▸ **Records for this exercise**
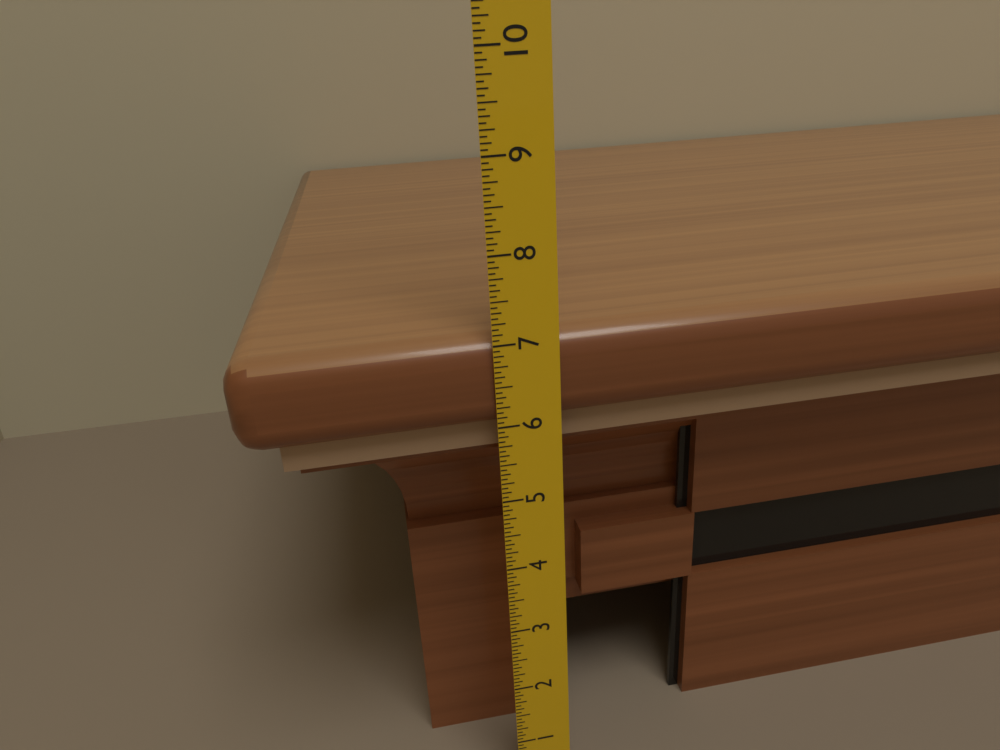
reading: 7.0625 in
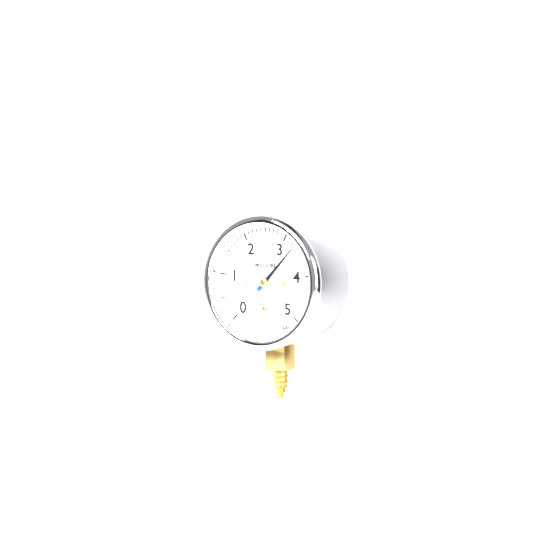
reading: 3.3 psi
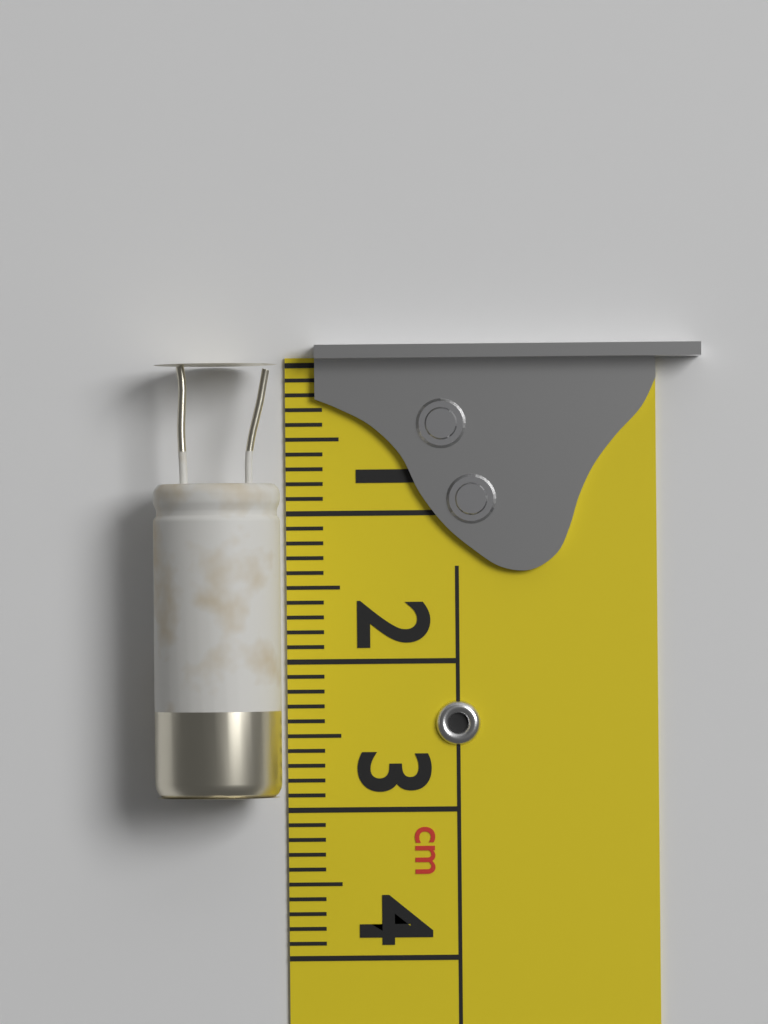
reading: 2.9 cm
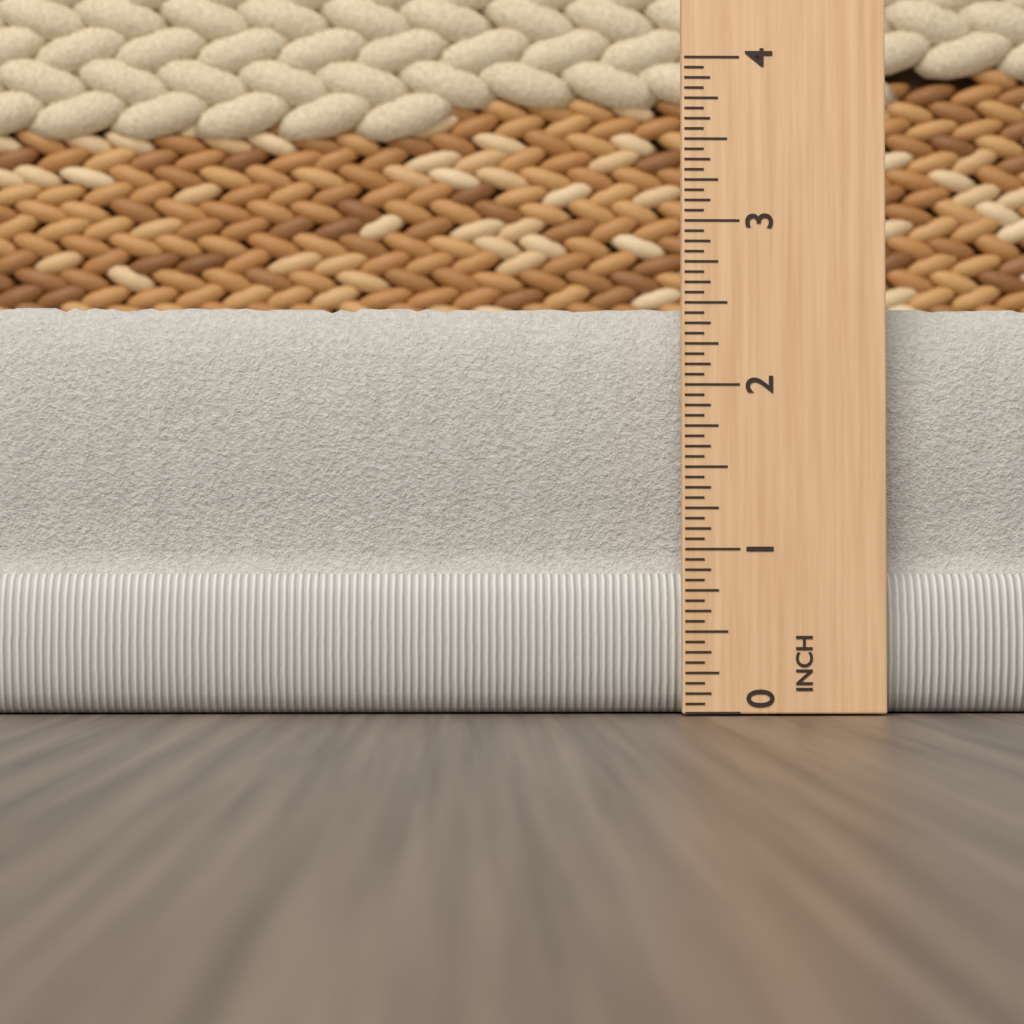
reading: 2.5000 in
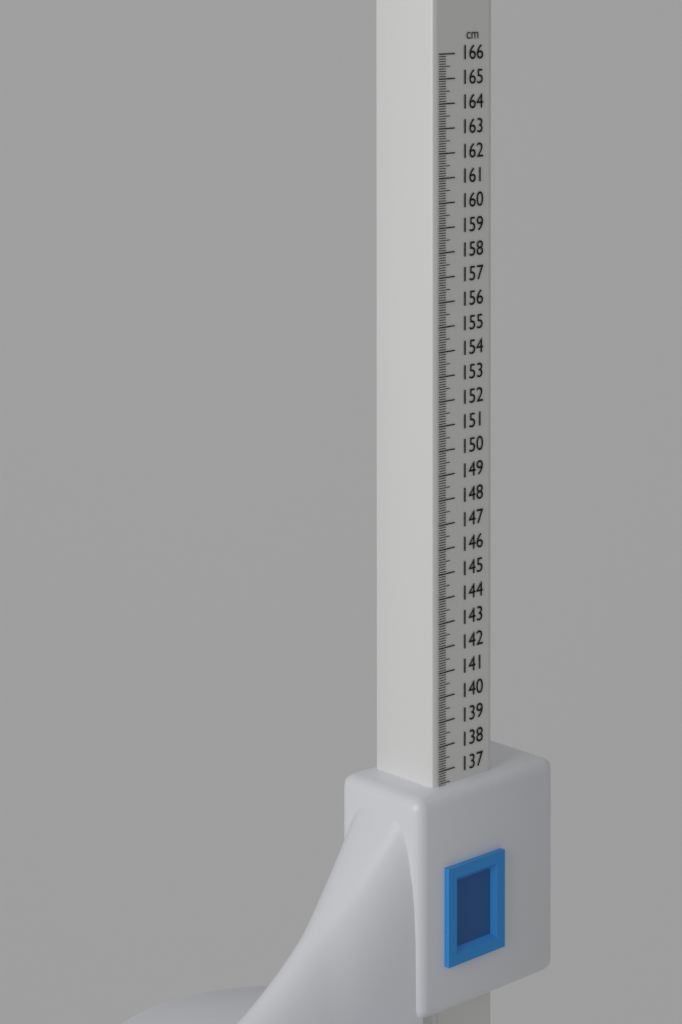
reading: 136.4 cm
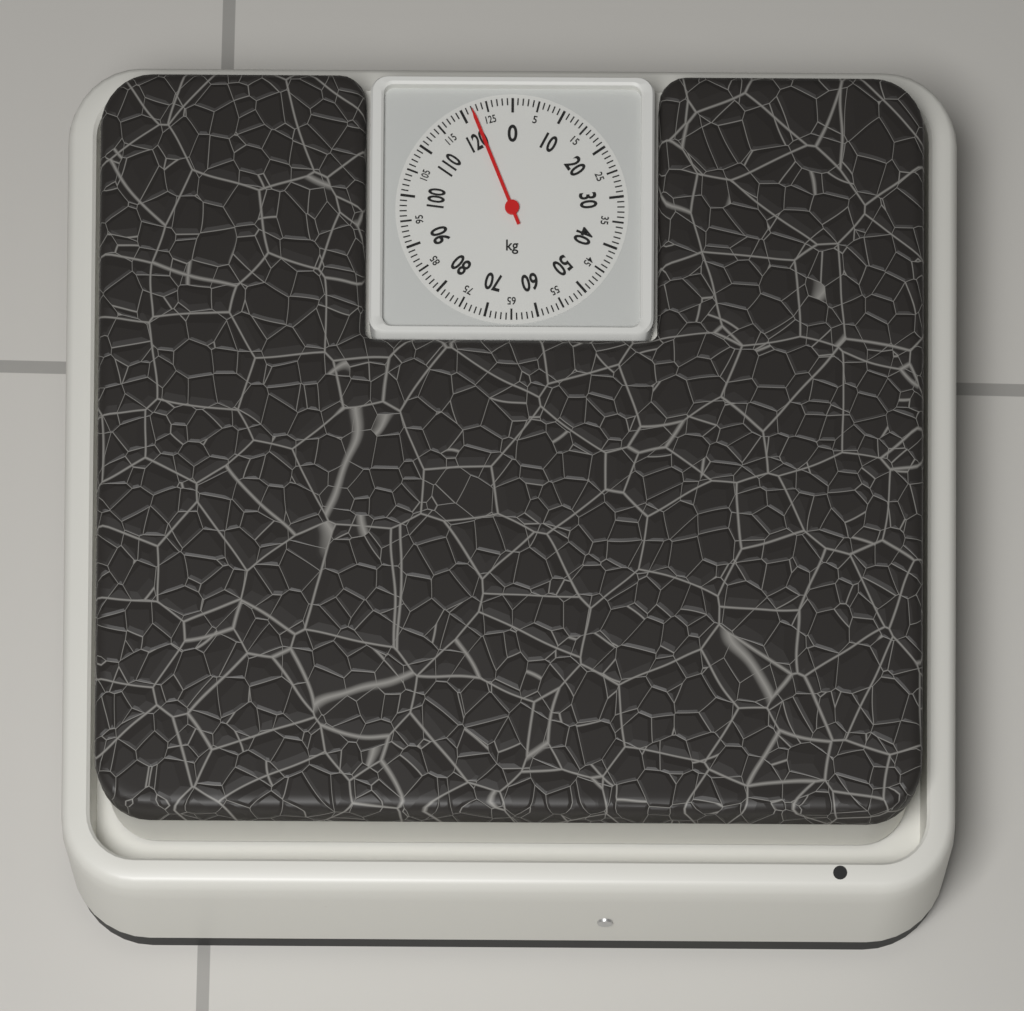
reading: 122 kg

▸ **Task item**
Word for word, restate every line of the listing, omitting the pictures.

▸ **Solution to the exercise**
reading: 7.0625 in
reading: 3.3 psi
reading: 2.9 cm
reading: 2.5000 in
reading: 136.4 cm
reading: 122 kg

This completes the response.